Lately I've been working on my network multiplayer game in Python (tile based) and wanted to make networking more efficient, so that player only gets positions of objects in his view (view, just like BYOND's client.view is changeable in my game).
The first thing that came to my mind is to just have double for loop and scan map for objects that are in client's view, but I guess it isn't very efficient method :(
The next method is to divide map by multiple chunks (just like on the screenshot) and send to user info about all new objects and old objects updates (if they moved/ changed) from chucks overlapping client's view (red dotted area). It makes client to get more info than needed but you only need to look for objects in few places. I guess this is the correct approach, but it also gets more compliacated and less efficient if client's view can be changed (i.e from like 11x11 to 31x21 tiles). I wonder if BYOND does use this method and if so, what's the best size of chucks to create?
![](https://i.ibb.co/q9QsM0K/Screenshot-from-2020-08-25-14-15-20.png)
Last method is just to send all events to every client on the map level which is the easiest, but makes client to get a lot of unnecessary packets and also provides opportunity for making cheats (2d equivalents of wallhack... well previous method also does allow that but to much lesser extent).
How does BYOND handle it?
It's common practice to use quadtrees for collision detection. What you're asking for seems conceptually to me like a specialized version of collision detection: each player represents a rectangle on the map that is their viewport, and when an object updates you want a list of viewports it collides with. (Strictly speaking, you'll want a union of the viewports it collided with before updating, and viewports it collides with after updating.)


> WHAT TO WORK ON
Would you please return every line from the listing that contains the word "pointer"?

> RAW DATA

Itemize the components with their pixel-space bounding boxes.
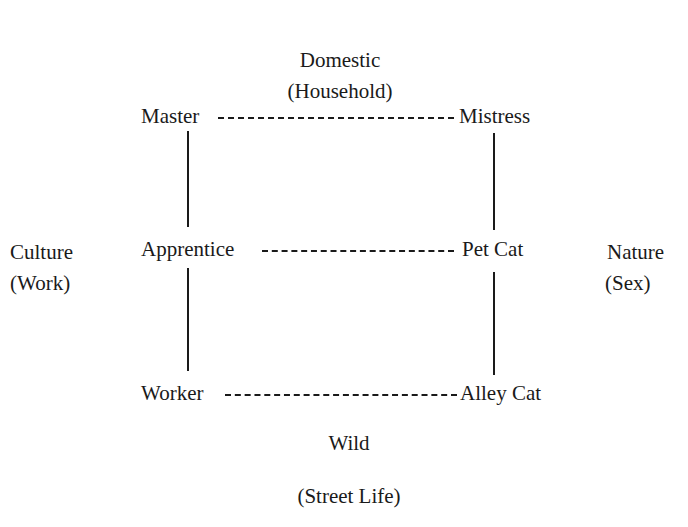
node-mistress: Mistress — [459, 104, 530, 128]
axis-label-street-life: (Street Life) — [297, 484, 400, 508]
edge-worker-alleycat — [225, 394, 457, 396]
node-pet-cat: Pet Cat — [462, 237, 523, 261]
axis-label-culture: Culture — [10, 240, 73, 264]
axis-label-sex: (Sex) — [605, 271, 651, 295]
node-alley-cat: Alley Cat — [460, 381, 541, 405]
axis-label-wild: Wild — [328, 431, 369, 455]
edge-apprentice-worker — [187, 268, 189, 371]
edge-mistress-petcat — [493, 133, 495, 230]
axis-label-work: (Work) — [10, 271, 70, 295]
axis-label-nature: Nature — [607, 240, 664, 264]
node-master: Master — [141, 104, 199, 128]
axis-label-household: (Household) — [288, 79, 393, 103]
edge-master-mistress — [218, 117, 454, 119]
edge-petcat-alleycat — [493, 272, 495, 375]
edge-master-apprentice — [187, 131, 189, 227]
edge-apprentice-petcat — [262, 250, 454, 252]
node-apprentice: Apprentice — [141, 237, 234, 261]
axis-label-domestic: Domestic — [300, 48, 380, 72]
node-worker: Worker — [141, 381, 203, 405]
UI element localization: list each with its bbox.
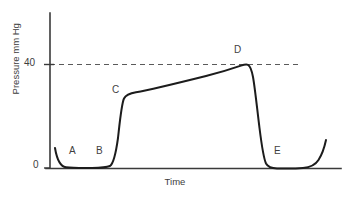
curve-point-label-d: D bbox=[234, 45, 241, 55]
y-tick-label-0: 0 bbox=[33, 160, 39, 170]
curve-point-label-c: C bbox=[112, 85, 119, 95]
curve-point-label-e: E bbox=[274, 146, 281, 156]
pressure-time-chart: 40 0 Pressure mm Hg Time A B C D E bbox=[0, 0, 346, 198]
chart-plot-area bbox=[0, 0, 346, 198]
y-tick-label-40: 40 bbox=[24, 58, 35, 68]
x-axis-title: Time bbox=[140, 177, 210, 187]
curve-point-label-b: B bbox=[96, 146, 103, 156]
curve-point-label-a: A bbox=[69, 146, 76, 156]
y-axis-title: Pressure mm Hg bbox=[11, 13, 21, 105]
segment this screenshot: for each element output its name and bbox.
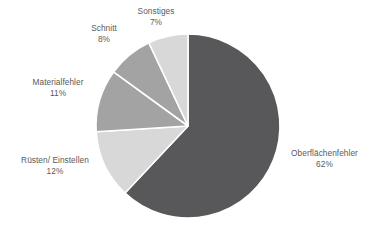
pie-label-name: Oberflächenfehler bbox=[275, 148, 374, 159]
pie-label-materialfehler: Materialfehler 11% bbox=[9, 77, 107, 98]
pie-label-name: Rüsten/ Einstellen bbox=[0, 155, 111, 166]
pie-label-value: 12% bbox=[0, 166, 111, 177]
pie-label-oberflaechenfehler: Oberflächenfehler 62% bbox=[275, 148, 374, 169]
pie-label-value: 7% bbox=[118, 17, 194, 28]
pie-label-name: Sonstiges bbox=[118, 6, 194, 17]
pie-chart-figure: Oberflächenfehler 62% Rüsten/ Einstellen… bbox=[0, 0, 374, 227]
pie-label-value: 62% bbox=[275, 159, 374, 170]
pie-label-sonstiges: Sonstiges 7% bbox=[118, 6, 194, 27]
pie-chart-svg bbox=[0, 0, 374, 227]
pie-label-name: Materialfehler bbox=[9, 77, 107, 88]
pie-slice-group bbox=[96, 34, 280, 218]
pie-label-value: 8% bbox=[66, 34, 142, 45]
pie-label-ruesten-einstellen: Rüsten/ Einstellen 12% bbox=[0, 155, 111, 176]
pie-label-value: 11% bbox=[9, 88, 107, 99]
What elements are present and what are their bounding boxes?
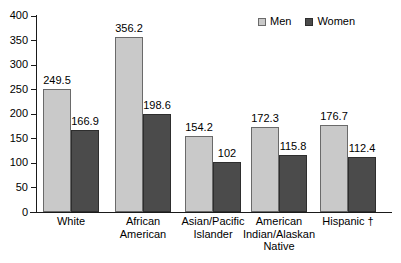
bar-value-label: 198.6	[137, 100, 177, 111]
x-axis-line	[30, 212, 392, 213]
bar-women-1[interactable]	[143, 114, 171, 212]
bar-men-1[interactable]	[115, 37, 143, 212]
bar-women-0[interactable]	[71, 130, 99, 212]
y-axis-tick-label: 200	[0, 108, 28, 119]
y-axis-tick-label: 400	[0, 10, 28, 21]
bar-value-label: 172.3	[245, 113, 285, 124]
y-axis-tick-label: 300	[0, 59, 28, 70]
bar-value-label: 112.4	[342, 143, 382, 154]
y-axis-tick-label: 250	[0, 84, 28, 95]
legend-item-women[interactable]: Women	[305, 16, 355, 27]
bar-men-3[interactable]	[251, 127, 279, 212]
y-axis-tick-label-text: 50	[2, 182, 28, 193]
legend-label: Women	[317, 16, 355, 27]
legend-swatch-women-icon	[305, 18, 313, 26]
bar-value-label: 115.8	[273, 141, 313, 152]
bar-women-3[interactable]	[279, 155, 307, 212]
bar-value-label: 154.2	[179, 122, 219, 133]
y-axis-tick-label: 50	[0, 182, 28, 193]
y-axis-tick-label-text: 100	[2, 157, 28, 168]
bar-men-0[interactable]	[43, 89, 71, 212]
y-axis-tick-label-text: 250	[2, 84, 28, 95]
y-axis-tick-label-text: 350	[2, 35, 28, 46]
bar-women-4[interactable]	[348, 157, 376, 212]
bar-women-2[interactable]	[213, 162, 241, 212]
legend-item-men[interactable]: Men	[258, 16, 291, 27]
bar-value-label: 249.5	[37, 75, 77, 86]
y-axis-tick-label-text: 150	[2, 133, 28, 144]
legend-label: Men	[270, 16, 291, 27]
chart-legend: MenWomen	[258, 16, 355, 27]
y-axis-tick-label-text: 200	[2, 108, 28, 119]
y-axis-tick-label: 100	[0, 157, 28, 168]
bar-chart: 400350300250200150100500 249.5166.9356.2…	[0, 0, 401, 263]
y-axis-tick-label-text: 400	[2, 10, 28, 21]
category-label-4: Hispanic †	[298, 215, 398, 228]
y-axis-tick-label-text: 300	[2, 59, 28, 70]
bar-value-label: 176.7	[314, 111, 354, 122]
bar-value-label: 102	[207, 148, 247, 159]
legend-swatch-men-icon	[258, 18, 266, 26]
plot-area: 249.5166.9356.2198.6154.2102172.3115.817…	[36, 14, 392, 212]
y-axis-tick-label: 150	[0, 133, 28, 144]
y-axis-tick-label: 350	[0, 35, 28, 46]
bar-value-label: 356.2	[109, 23, 149, 34]
bar-value-label: 166.9	[65, 116, 105, 127]
bar-men-4[interactable]	[320, 125, 348, 212]
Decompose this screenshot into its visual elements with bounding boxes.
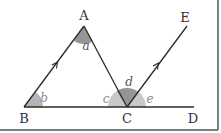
angle-label-d: d [125, 75, 133, 89]
angle-label-b: b [40, 91, 48, 105]
label-D: D [188, 111, 198, 126]
label-E: E [180, 10, 190, 25]
angle-label-e: e [146, 92, 153, 106]
segment-BA [24, 26, 84, 107]
angle-label-a: a [82, 39, 89, 53]
label-C: C [122, 111, 132, 126]
ray-CE [127, 26, 187, 107]
label-B: B [19, 111, 29, 126]
label-A: A [78, 8, 89, 23]
geometry-diagram: A B C D E a b c d e [0, 0, 221, 133]
angle-label-c: c [103, 92, 110, 106]
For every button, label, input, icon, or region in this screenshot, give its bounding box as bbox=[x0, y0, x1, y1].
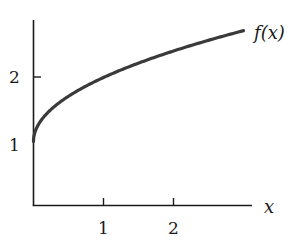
y-tick-label-1: 1 bbox=[9, 135, 20, 155]
x-axis-label: x bbox=[264, 196, 274, 217]
x-tick-label-2: 2 bbox=[168, 218, 179, 238]
x-tick-label-1: 1 bbox=[98, 218, 109, 238]
function-plot: 2 1 1 2 x f(x) bbox=[0, 0, 296, 246]
curve-f-of-x bbox=[34, 31, 244, 142]
curve-label: f(x) bbox=[252, 22, 285, 43]
y-tick-label-2: 2 bbox=[9, 67, 20, 87]
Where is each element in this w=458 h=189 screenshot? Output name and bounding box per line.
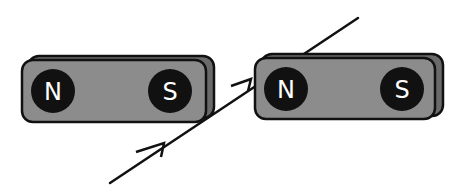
pole-label-south: S [394,76,409,104]
pole-label-south: S [162,78,177,106]
pole-south: S [380,67,424,111]
arrowhead-icon [231,79,251,91]
magnet-left: N S [22,56,214,122]
pole-south: S [148,69,192,113]
magnet-diagram: N S N S [0,0,458,189]
pole-north: N [264,67,308,111]
magnet-right: N S [255,54,443,119]
pole-north: N [31,69,75,113]
pole-label-north: N [44,78,62,106]
pole-label-north: N [277,76,295,104]
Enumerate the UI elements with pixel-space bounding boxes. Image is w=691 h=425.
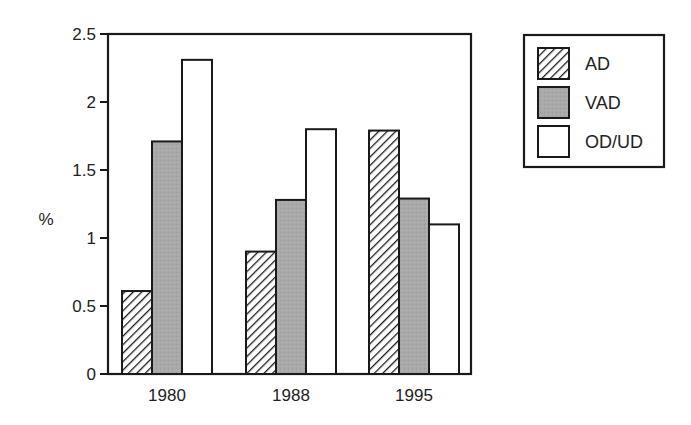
bar-group-1988	[246, 129, 336, 374]
bar-vad-1980	[152, 141, 182, 374]
bar-ad-1988	[246, 252, 276, 374]
legend-swatch-vad	[538, 87, 569, 118]
legend: ADVADOD/UD	[524, 35, 664, 167]
x-axis: 198019881995	[148, 386, 433, 405]
bar-vad-1988	[276, 200, 306, 374]
legend-label: VAD	[585, 93, 621, 113]
legend-swatch-ad	[538, 48, 569, 79]
y-tick-label: 2.5	[72, 25, 96, 44]
y-tick-label: 1	[87, 229, 96, 248]
legend-label: OD/UD	[585, 132, 643, 152]
y-tick-label: 0.5	[72, 297, 96, 316]
y-tick-label: 0	[87, 365, 96, 384]
y-tick-label: 2	[87, 93, 96, 112]
x-category-label: 1995	[395, 386, 433, 405]
y-axis-title: %	[38, 210, 53, 229]
x-category-label: 1980	[148, 386, 186, 405]
x-category-label: 1988	[272, 386, 310, 405]
bar-group-1980	[122, 60, 212, 374]
bar-od-ud-1995	[429, 224, 459, 374]
y-axis: 00.511.522.5	[72, 25, 108, 384]
legend-label: AD	[585, 54, 610, 74]
bar-group-1995	[369, 131, 459, 374]
bars	[122, 60, 459, 374]
legend-swatch-od-ud	[538, 126, 569, 157]
bar-ad-1995	[369, 131, 399, 374]
bar-vad-1995	[399, 199, 429, 374]
y-tick-label: 1.5	[72, 161, 96, 180]
bar-ad-1980	[122, 291, 152, 374]
bar-od-ud-1980	[182, 60, 212, 374]
bar-od-ud-1988	[306, 129, 336, 374]
bar-chart: 00.511.522.5 % 198019881995 ADVADOD/UD	[0, 0, 691, 425]
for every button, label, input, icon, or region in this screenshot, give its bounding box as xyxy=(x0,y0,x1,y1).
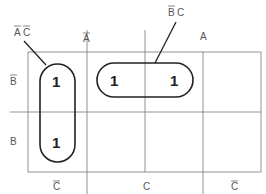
cell-r1c0: 1 xyxy=(52,134,60,151)
group-label-ac-a: A xyxy=(14,27,21,38)
label-b: B xyxy=(10,136,17,147)
cell-r0c1: 1 xyxy=(110,72,118,89)
label-not-c-right: C xyxy=(231,181,238,192)
label-not-c-left: C xyxy=(53,181,60,192)
cell-r0c2: 1 xyxy=(170,72,178,89)
label-a: A xyxy=(200,31,207,42)
leader-line-ac xyxy=(24,41,46,65)
group-label-bc-b: B xyxy=(168,7,175,18)
kmap-grid xyxy=(10,30,261,194)
cell-r0c0: 1 xyxy=(52,73,60,90)
karnaugh-map: A A B B C C C A C B C 1 1 1 1 xyxy=(0,0,266,194)
label-not-a: A xyxy=(83,33,90,44)
label-c: C xyxy=(143,181,150,192)
label-not-b: B xyxy=(10,76,17,87)
group-label-bc-c: C xyxy=(177,7,184,18)
group-label-ac-c: C xyxy=(23,27,30,38)
leader-line-bc xyxy=(155,22,176,63)
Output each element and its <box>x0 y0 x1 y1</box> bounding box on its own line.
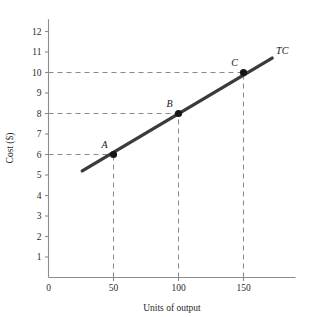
data-point-a <box>110 151 117 158</box>
x-tick-label-50: 50 <box>109 283 119 293</box>
data-point-b <box>175 110 182 117</box>
data-point-label-b: B <box>166 98 172 109</box>
data-point-labels-group: ABC <box>100 57 238 150</box>
x-tick-label-150: 150 <box>236 283 251 293</box>
y-tick-label-4: 4 <box>37 191 42 201</box>
y-tick-label-5: 5 <box>37 170 42 180</box>
y-tick-label-12: 12 <box>32 27 42 37</box>
data-point-label-a: A <box>100 139 108 150</box>
y-tick-label-3: 3 <box>37 211 42 221</box>
curve-label-group: TC <box>276 45 289 56</box>
y-tick-label-1: 1 <box>37 252 42 262</box>
x-axis-title: Units of output <box>143 303 201 313</box>
y-tick-label-9: 9 <box>37 88 42 98</box>
y-tick-label-11: 11 <box>32 47 41 57</box>
data-point-c <box>240 69 247 76</box>
x-tick-label-100: 100 <box>171 283 186 293</box>
x-tick-label-0: 0 <box>46 283 51 293</box>
y-tick-label-8: 8 <box>37 109 42 119</box>
x-axis-ticks-group: 050100150 <box>46 278 251 293</box>
y-tick-label-10: 10 <box>32 68 42 78</box>
guide-lines-group <box>49 73 244 278</box>
data-point-label-c: C <box>231 57 238 68</box>
axes-group <box>49 19 296 277</box>
chart-canvas: 123456789101112 050100150 ABC TC Units o… <box>0 0 310 317</box>
y-tick-label-7: 7 <box>37 129 42 139</box>
y-axis-title: Cost ($) <box>5 133 16 164</box>
y-axis-ticks-group: 123456789101112 <box>32 27 49 263</box>
y-tick-label-2: 2 <box>37 232 42 242</box>
cost-curve-figure: 123456789101112 050100150 ABC TC Units o… <box>0 0 310 317</box>
curve-label-tc: TC <box>276 45 289 56</box>
y-tick-label-6: 6 <box>37 150 42 160</box>
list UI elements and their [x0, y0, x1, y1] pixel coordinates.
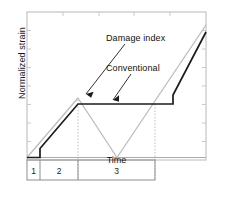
y-axis-label: Normalized strain [17, 3, 27, 123]
zone-label-3: 3 [78, 166, 155, 176]
top-axis-ticks [63, 12, 170, 16]
annotation-damage-index: Damage index [106, 33, 165, 43]
zone-label-2: 2 [40, 166, 78, 176]
y-axis-ticks [27, 31, 31, 142]
annotation-conventional: Conventional [106, 63, 160, 73]
x-axis-label: Time [78, 155, 155, 165]
chart-figure: Normalized strain Damage index Conventio… [0, 0, 241, 199]
series-conventional [27, 25, 206, 158]
right-axis-ticks [202, 31, 206, 142]
zone-label-1: 1 [27, 166, 40, 176]
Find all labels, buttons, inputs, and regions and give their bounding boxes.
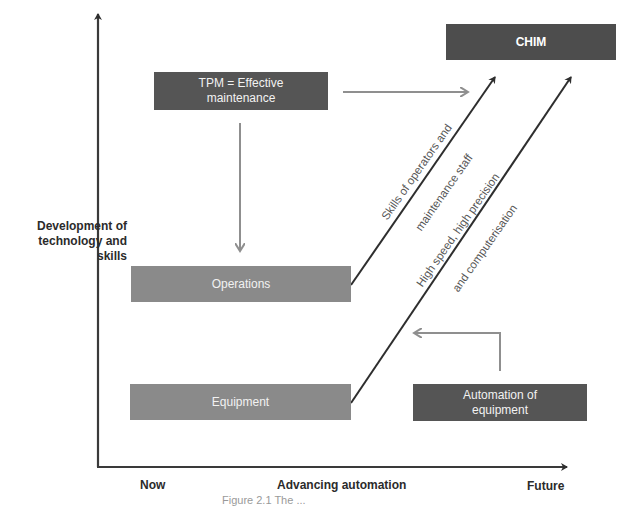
y-axis-label-line2: technology and (0, 234, 127, 249)
y-axis-label: Development of technology and skills (0, 219, 127, 264)
operations-box: Operations (131, 266, 351, 302)
arrow-automation-elbow (415, 333, 500, 371)
equipment-label: Equipment (212, 395, 269, 410)
chim-label: CHIM (516, 35, 547, 50)
operations-label: Operations (212, 277, 271, 292)
equipment-box: Equipment (130, 384, 351, 420)
tpm-box: TPM = Effective maintenance (154, 72, 328, 110)
figure-caption: Figure 2.1 The ... (222, 494, 306, 506)
x-axis-start-label: Now (140, 478, 165, 493)
automation-box: Automation of equipment (413, 384, 587, 421)
x-axis-end-label: Future (527, 479, 564, 494)
automation-label-line2: equipment (472, 403, 528, 418)
tpm-label-line2: maintenance (207, 91, 276, 106)
chim-box: CHIM (446, 24, 616, 60)
automation-label-line1: Automation of (463, 388, 537, 403)
tpm-label-line1: TPM = Effective (199, 76, 284, 91)
y-axis-label-line3: skills (0, 249, 127, 264)
x-axis-label: Advancing automation (277, 478, 406, 493)
y-axis-label-line1: Development of (0, 219, 127, 234)
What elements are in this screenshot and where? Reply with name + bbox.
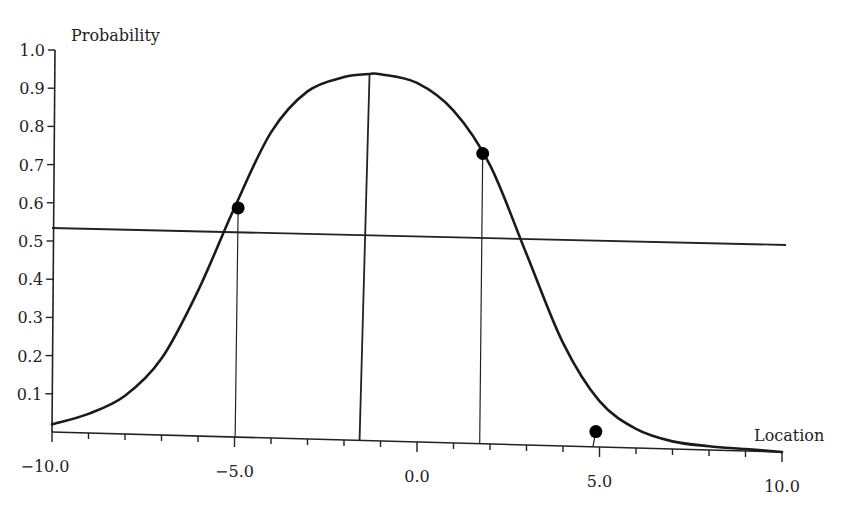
y-tick-label: 1.0 xyxy=(20,41,45,60)
probability-curve xyxy=(52,73,782,452)
point-drop-line xyxy=(235,208,238,437)
x-tick-label: 0.0 xyxy=(404,467,429,486)
x-tick-label: 5.0 xyxy=(587,472,612,491)
tick-marks xyxy=(45,50,782,462)
y-tick-labels: 1.00.90.80.70.60.50.40.30.20.1 xyxy=(17,41,45,404)
y-tick-label: 0.4 xyxy=(18,270,43,289)
reference-lines xyxy=(52,74,786,447)
data-point xyxy=(476,147,489,160)
x-tick-label: −5.0 xyxy=(215,462,254,481)
y-tick-label: 0.1 xyxy=(17,385,42,404)
y-tick-label: 0.2 xyxy=(17,347,42,366)
data-points xyxy=(232,147,603,438)
y-tick-label: 0.6 xyxy=(18,194,43,213)
point-drop-line xyxy=(480,153,483,443)
x-tick-label: −10.0 xyxy=(20,457,69,476)
y-tick-label: 0.7 xyxy=(19,156,44,175)
y-tick-label: 0.9 xyxy=(19,79,44,98)
y-tick-label: 0.8 xyxy=(19,117,44,136)
threshold-line xyxy=(52,228,786,245)
data-point xyxy=(232,201,245,214)
y-tick-label: 0.3 xyxy=(17,308,42,327)
y-tick-label: 0.5 xyxy=(18,232,43,251)
x-axis-title: Location xyxy=(754,426,824,445)
peak-line xyxy=(360,74,370,440)
axes xyxy=(52,50,782,452)
y-axis-title: Probability xyxy=(71,26,160,45)
data-point xyxy=(589,425,602,438)
x-tick-label: 10.0 xyxy=(764,477,800,496)
probability-chart: 1.00.90.80.70.60.50.40.30.20.1 −10.0−5.0… xyxy=(0,0,845,517)
x-tick-labels: −10.0−5.00.05.010.0 xyxy=(20,457,799,496)
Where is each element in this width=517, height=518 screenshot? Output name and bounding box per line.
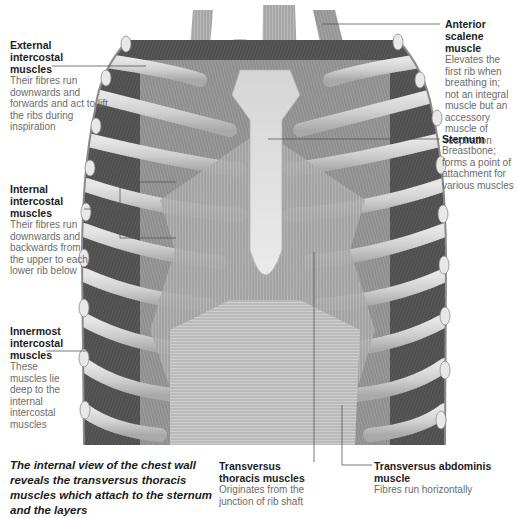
label-title: intercostal (10, 195, 90, 207)
label-innermost-intercostal: Innermost intercostal muscles These musc… (10, 325, 75, 430)
label-desc: Fibres run horizontally (374, 484, 504, 496)
label-external-intercostal: External intercostal muscles Their fibre… (10, 39, 110, 133)
label-transversus-thoracis: Transversus thoracis muscles Originates … (219, 460, 319, 507)
label-title: muscles (10, 63, 110, 75)
label-desc: Their fibres run downwards and forwards … (10, 75, 110, 133)
label-desc: Their fibres run downwards and backwards… (10, 219, 90, 277)
label-desc: Breastbone; forms a point of attachment … (442, 145, 514, 191)
label-title: Innermost (10, 325, 75, 337)
label-title: External (10, 39, 110, 51)
label-desc: Originates from the junction of rib shaf… (219, 484, 319, 507)
figure-caption: The internal view of the chest wall reve… (10, 458, 220, 518)
label-desc: These muscles lie deep to the internal i… (10, 361, 75, 430)
rib-cage (80, 30, 450, 450)
label-title: Transversus abdominis muscle (374, 460, 504, 484)
label-title: intercostal (10, 51, 110, 63)
label-sternum: Sternum Breastbone; forms a point of att… (442, 133, 514, 191)
label-title: Internal (10, 183, 90, 195)
label-title: muscles (10, 349, 75, 361)
label-title: Anterior scalene muscle (445, 18, 515, 54)
label-title: muscles (10, 207, 90, 219)
label-title: Sternum (442, 133, 514, 145)
label-transversus-abdominis: Transversus abdominis muscle Fibres run … (374, 460, 504, 496)
label-anterior-scalene: Anterior scalene muscle Elevates the fir… (445, 18, 515, 146)
label-internal-intercostal: Internal intercostal muscles Their fibre… (10, 183, 90, 277)
label-title: Transversus thoracis muscles (219, 460, 319, 484)
label-title: intercostal (10, 337, 75, 349)
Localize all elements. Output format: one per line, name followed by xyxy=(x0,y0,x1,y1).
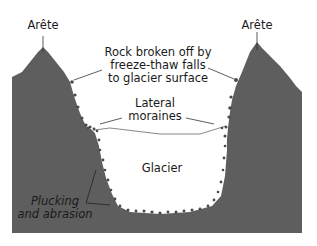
label-plucking-line2: and abrasion xyxy=(18,207,93,221)
moraine-pointer-left xyxy=(100,118,122,124)
label-glacier: Glacier xyxy=(142,161,183,175)
label-arete-right: Arête xyxy=(241,18,272,32)
glacier-diagram: Arête Arête Rock broken off by freeze-th… xyxy=(0,0,317,246)
label-moraines-line1: Lateral xyxy=(135,96,175,110)
moraine-pointer-right xyxy=(186,118,214,124)
label-moraines-line2: moraines xyxy=(128,109,182,123)
label-rockfall-line2: freeze-thaw falls xyxy=(110,58,205,72)
rockfall-pointer-right xyxy=(208,68,234,79)
label-arete-left: Arête xyxy=(27,18,58,32)
label-plucking-line1: Plucking xyxy=(31,194,79,208)
label-rockfall-line3: to glacier surface xyxy=(108,71,208,85)
label-rockfall-line1: Rock broken off by xyxy=(105,45,212,59)
rockfall-pointer-left xyxy=(74,70,102,80)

> EXERCISE RESULT
moraine-pointer-left xyxy=(100,118,122,124)
moraine-pointer-right xyxy=(186,118,214,124)
rockfall-pointer-right xyxy=(208,68,234,79)
rockfall-pointer-left xyxy=(74,70,102,80)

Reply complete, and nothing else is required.